ABUSE.MOM — BEHAVE OR GET EXPOSED
| Signature | Description | Points | Severity |
|---|---|---|---|
| 404 ratio >= 60% | Majority of requests returned 404 — enumeration | +25 | |
| Burst 11/2s | Abnormally fast request rate — automated scanning | +35 | |
| Burst 39/10s | Abnormally fast request rate — automated scanning | +35 | |
| Burst 40/10s | Abnormally fast request rate — automated scanning | +35 | |
| Danger medium hits: 40 | Medium-risk: admin panels, config files | +60 | |
| Danger strong hits: 11 | High-risk paths: shells, RCE vectors, exploits | +100 |
Reconstructed HTTP requests from server access logs. Target domains redacted for security.
* Typical request patterns for detected signatures. Actual target domains are redacted.
Block scanning from 20.48.30.205: rate-limit 404 responses per IP, deploy a honeypot 404 page, ensure no backup files are web-accessible.
IP 20.48.30.205 is generating excessive traffic. Limit connections per source IP. Enable geographic blocking if traffic from this region is unexpected.
This IP was checked against major DNS-based blacklists used by mail servers and firewalls worldwide.
Checked: Spamhaus, SpamCop, Barracuda, SORBS, CBL, UCEProtect. Results may change over time.
20.48.30.205 has been assigned a threat score of 255/100 (Critical).
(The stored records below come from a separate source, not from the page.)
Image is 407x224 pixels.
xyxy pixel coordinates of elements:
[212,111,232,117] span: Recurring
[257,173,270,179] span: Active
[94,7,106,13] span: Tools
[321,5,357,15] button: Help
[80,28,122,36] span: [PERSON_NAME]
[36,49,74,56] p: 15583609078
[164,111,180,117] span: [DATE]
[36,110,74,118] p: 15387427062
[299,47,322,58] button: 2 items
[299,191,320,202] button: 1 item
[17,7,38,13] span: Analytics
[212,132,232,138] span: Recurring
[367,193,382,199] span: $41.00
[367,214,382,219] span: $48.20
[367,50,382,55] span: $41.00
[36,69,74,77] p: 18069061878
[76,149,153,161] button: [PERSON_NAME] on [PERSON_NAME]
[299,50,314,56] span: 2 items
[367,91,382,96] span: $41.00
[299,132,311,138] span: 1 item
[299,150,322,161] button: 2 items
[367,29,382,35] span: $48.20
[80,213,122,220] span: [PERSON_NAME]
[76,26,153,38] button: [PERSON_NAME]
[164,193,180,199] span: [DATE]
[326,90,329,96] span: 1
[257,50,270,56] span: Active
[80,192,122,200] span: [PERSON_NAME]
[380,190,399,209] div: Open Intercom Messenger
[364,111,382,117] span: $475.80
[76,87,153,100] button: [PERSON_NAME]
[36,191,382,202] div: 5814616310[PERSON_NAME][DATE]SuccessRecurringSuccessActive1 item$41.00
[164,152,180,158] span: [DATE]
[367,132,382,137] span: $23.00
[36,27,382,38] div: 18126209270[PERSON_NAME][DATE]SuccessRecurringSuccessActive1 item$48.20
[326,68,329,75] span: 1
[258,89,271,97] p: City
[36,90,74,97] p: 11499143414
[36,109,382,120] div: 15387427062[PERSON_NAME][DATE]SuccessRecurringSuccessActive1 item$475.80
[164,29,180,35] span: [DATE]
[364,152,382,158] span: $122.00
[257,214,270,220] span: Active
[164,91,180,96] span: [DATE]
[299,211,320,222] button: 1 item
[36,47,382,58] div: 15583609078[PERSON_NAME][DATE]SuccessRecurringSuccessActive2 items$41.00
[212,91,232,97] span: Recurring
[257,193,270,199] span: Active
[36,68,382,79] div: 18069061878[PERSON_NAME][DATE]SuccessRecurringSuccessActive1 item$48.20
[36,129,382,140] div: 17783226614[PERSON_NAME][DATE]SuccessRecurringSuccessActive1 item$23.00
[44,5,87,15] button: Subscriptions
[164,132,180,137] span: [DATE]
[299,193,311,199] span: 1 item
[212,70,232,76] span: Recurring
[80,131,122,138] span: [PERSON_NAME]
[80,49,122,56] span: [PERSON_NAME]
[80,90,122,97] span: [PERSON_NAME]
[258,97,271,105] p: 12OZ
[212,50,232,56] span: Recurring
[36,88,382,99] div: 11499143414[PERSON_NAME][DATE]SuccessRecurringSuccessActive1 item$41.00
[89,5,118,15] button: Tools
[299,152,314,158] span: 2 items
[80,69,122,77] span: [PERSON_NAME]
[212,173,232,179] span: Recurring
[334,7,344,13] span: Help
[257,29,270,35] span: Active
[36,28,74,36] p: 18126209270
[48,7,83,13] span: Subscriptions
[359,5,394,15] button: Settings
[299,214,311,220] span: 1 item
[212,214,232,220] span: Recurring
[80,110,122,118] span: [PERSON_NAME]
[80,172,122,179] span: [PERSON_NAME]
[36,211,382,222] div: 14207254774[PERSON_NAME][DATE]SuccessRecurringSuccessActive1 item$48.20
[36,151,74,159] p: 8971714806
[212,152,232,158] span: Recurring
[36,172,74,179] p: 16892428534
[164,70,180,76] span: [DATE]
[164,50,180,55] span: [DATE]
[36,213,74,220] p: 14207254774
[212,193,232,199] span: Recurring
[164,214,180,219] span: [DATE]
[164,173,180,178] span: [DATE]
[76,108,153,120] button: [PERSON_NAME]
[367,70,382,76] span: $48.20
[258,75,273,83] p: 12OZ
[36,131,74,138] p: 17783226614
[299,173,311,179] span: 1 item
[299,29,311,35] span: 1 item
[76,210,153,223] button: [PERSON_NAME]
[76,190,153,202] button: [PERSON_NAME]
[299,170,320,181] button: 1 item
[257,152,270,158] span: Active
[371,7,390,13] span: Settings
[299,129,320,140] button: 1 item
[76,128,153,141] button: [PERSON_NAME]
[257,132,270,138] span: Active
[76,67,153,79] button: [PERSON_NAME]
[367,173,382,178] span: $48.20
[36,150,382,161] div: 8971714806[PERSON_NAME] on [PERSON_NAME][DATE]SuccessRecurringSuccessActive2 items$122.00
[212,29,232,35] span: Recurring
This represents a critical risk level. Our detection systems have flagged multiple high-confidence indicators of malicious intent from this address.
The following attack categories were identified:
Threat intelligence analysis has linked 20.48.30.205 to malicious activity originating from Tokyo, Japan, operating on the network of Microsoft Corporation. The address has been under observation since its initial detection. The address has been active for 4 days in our monitoring system, producing 422 flagged requests at a rate of ~105.5/day. Classified as a hosting IP, this address likely runs on a rented server or cloud instance. Attackers prefer datacenter IPs for their high bandwidth and disposable nature. The dual attack vectors of Path Enumeration combined with Request Flooding indicate a coordinated assault rather than opportunistic scanning. Japan currently accounts for 101 blocked IPs in our database, making it a significant source of malicious traffic. At 255/100, this is an extremely high-risk address. All traffic should be considered hostile.
This IP belongs to a hosting or data center provider. Malicious traffic from hosting infrastructure often originates from compromised VPS instances, rented servers used for scanning campaigns, or abused free-tier cloud accounts. Hosting providers typically respond to abuse reports within 24-72 hours.
Distributed denial of service attacks overwhelm infrastructure with traffic volume. Effective mitigation combines always-on traffic scrubbing, anycast network distribution, rate limiting, and the ability to quickly scale absorption capacity during attacks.
Content Security Policy headers instruct browsers to restrict resource loading, mitigating XSS and data injection attacks. Properly configured CSP policies prevent inline script execution, restrict iframe embedding, and control which domains can serve content.